EconPapers    
Economics at your fingertips  
 

Can the Smart City Pilot Policy Promote High-Quality Economic Development? A Quasi-Natural Experiment Based on 239 Cities in China

Shuai Liu, Guoxin Jiang (), Le Chang and Lin Wang
Additional contact information
Shuai Liu: School of Marketing Management, Liaoning Technical University, Huludao 125105, China
Guoxin Jiang: School of Business Administration, Liaoning Technical University, Huludao 125105, China
Le Chang: School of Marketing Management, Liaoning Technical University, Huludao 125105, China
Lin Wang: School of Marketing Management, Liaoning Technical University, Huludao 125105, China

Sustainability, 2022, vol. 14, issue 23, 1-17

Abstract: By the end of 2020, more than 900 cities in China had made plans to construct smart cities. Based on the data of 239 cities in China from 2003 to 2019, this study developed difference-in-difference (DID) models to evaluate the promoting effect of the smart city pilot policy on high-quality economic development. The results show that the smart city pilot policy has significantly promoted high-quality economic development, and this conclusion is still valid after a series of robustness tests. The policy is more conducive to high-quality economic development in the small and medium-sized cities of mid-western regions than in the large cities in eastern regions. The impact mechanism test shows that the pilot policy affects the high-quality economic development of a region by improving the levels of innovative development, coordinated development, green development, open development and shared development.

Keywords: smart city; high-quality economic development; five development concepts; China; difference-in-difference (search for similar items in EconPapers)
JEL-codes: O13 Q Q0 Q2 Q3 Q5 Q56 (search for similar items in EconPapers)
Date: 2022
References: View references in EconPapers View complete reference list from CitEc
Citations: View citations in EconPapers (1)

Downloads: (external link)
https://www.mdpi.com/2071-1050/14/23/16005/pdf (application/pdf)
https://www.mdpi.com/2071-1050/14/23/16005/ (text/html)

Related works:
This item may be available elsewhere in EconPapers: Search for items with the same title.

Export reference: BibTeX RIS (EndNote, ProCite, RefMan) HTML/Text

Persistent link: https://EconPapers.repec.org/RePEc:gam:jsusta:v:14:y:2022:i:23:p:16005-:d:989252

Access Statistics for this article

Sustainability is currently edited by Ms. Alexandra Wu

More articles in Sustainability from MDPI
Bibliographic data for series maintained by MDPI Indexing Manager ().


PROBLEM TO WORK ON
How many lines in the data below include the word "Sent"? Respond with the number, nothing more.

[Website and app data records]
•••

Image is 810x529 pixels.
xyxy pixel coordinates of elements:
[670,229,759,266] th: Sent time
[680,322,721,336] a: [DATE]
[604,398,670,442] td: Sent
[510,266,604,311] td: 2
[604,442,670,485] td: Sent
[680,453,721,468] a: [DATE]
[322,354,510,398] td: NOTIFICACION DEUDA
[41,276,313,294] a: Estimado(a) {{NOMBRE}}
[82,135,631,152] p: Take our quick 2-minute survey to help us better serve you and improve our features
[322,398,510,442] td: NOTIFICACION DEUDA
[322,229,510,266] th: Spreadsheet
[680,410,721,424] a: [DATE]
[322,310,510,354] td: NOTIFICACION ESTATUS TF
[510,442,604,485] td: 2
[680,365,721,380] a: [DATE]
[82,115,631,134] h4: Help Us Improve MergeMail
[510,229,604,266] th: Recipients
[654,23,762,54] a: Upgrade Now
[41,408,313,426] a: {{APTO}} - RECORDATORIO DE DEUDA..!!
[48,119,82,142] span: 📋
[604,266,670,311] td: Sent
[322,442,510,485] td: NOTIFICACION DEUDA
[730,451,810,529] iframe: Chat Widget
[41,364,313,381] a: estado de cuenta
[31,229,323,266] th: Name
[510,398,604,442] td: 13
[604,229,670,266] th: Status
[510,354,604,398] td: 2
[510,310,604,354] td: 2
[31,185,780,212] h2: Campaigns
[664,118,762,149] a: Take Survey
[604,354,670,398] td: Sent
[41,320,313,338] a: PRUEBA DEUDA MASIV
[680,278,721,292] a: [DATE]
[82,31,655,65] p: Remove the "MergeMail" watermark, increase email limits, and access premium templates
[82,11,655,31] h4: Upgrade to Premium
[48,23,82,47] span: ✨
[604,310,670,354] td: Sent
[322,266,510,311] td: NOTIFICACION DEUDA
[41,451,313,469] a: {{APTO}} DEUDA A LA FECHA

•••

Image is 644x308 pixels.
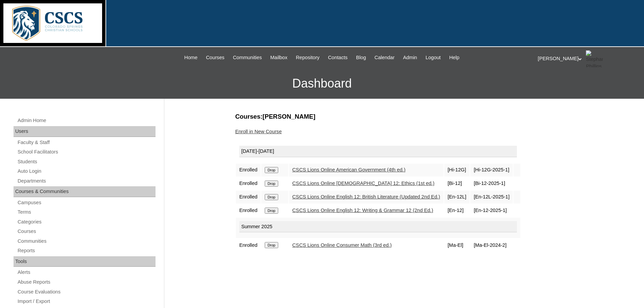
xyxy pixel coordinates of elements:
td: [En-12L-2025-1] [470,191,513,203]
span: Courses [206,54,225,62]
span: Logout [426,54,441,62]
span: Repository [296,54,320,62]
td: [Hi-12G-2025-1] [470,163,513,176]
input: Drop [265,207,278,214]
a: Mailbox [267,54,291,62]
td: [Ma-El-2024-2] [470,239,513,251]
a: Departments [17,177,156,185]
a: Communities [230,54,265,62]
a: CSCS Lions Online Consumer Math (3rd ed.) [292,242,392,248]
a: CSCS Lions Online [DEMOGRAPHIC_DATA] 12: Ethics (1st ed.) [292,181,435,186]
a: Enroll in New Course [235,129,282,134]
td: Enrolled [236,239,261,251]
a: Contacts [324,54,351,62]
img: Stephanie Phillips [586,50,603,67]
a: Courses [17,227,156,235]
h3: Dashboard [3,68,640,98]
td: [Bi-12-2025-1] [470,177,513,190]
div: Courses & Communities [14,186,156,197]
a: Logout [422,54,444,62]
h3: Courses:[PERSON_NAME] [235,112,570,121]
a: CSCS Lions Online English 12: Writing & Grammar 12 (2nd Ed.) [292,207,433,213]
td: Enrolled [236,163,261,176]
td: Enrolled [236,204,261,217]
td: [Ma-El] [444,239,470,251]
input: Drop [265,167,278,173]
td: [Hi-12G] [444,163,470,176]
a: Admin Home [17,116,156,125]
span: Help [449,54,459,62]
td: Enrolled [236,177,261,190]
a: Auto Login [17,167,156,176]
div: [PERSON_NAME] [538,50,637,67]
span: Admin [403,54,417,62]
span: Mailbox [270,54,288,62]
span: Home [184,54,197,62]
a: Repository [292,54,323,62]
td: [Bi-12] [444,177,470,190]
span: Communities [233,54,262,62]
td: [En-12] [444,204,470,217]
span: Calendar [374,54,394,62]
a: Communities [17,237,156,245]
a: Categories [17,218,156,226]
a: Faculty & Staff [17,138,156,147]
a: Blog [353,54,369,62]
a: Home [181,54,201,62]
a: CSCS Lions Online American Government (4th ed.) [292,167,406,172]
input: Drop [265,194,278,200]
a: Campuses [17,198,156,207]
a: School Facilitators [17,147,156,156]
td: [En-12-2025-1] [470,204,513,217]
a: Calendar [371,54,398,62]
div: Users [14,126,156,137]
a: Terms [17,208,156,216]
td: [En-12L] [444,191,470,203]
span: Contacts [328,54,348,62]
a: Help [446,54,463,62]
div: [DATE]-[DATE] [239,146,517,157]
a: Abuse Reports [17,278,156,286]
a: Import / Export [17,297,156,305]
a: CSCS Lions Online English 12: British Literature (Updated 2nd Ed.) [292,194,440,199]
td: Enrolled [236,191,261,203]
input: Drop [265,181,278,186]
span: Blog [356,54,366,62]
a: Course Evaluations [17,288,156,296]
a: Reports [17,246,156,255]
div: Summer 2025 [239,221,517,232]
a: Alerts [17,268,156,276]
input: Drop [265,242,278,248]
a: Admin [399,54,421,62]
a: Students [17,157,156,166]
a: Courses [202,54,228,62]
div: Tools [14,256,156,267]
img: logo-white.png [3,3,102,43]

•••

EXERCISE SOLUTION
6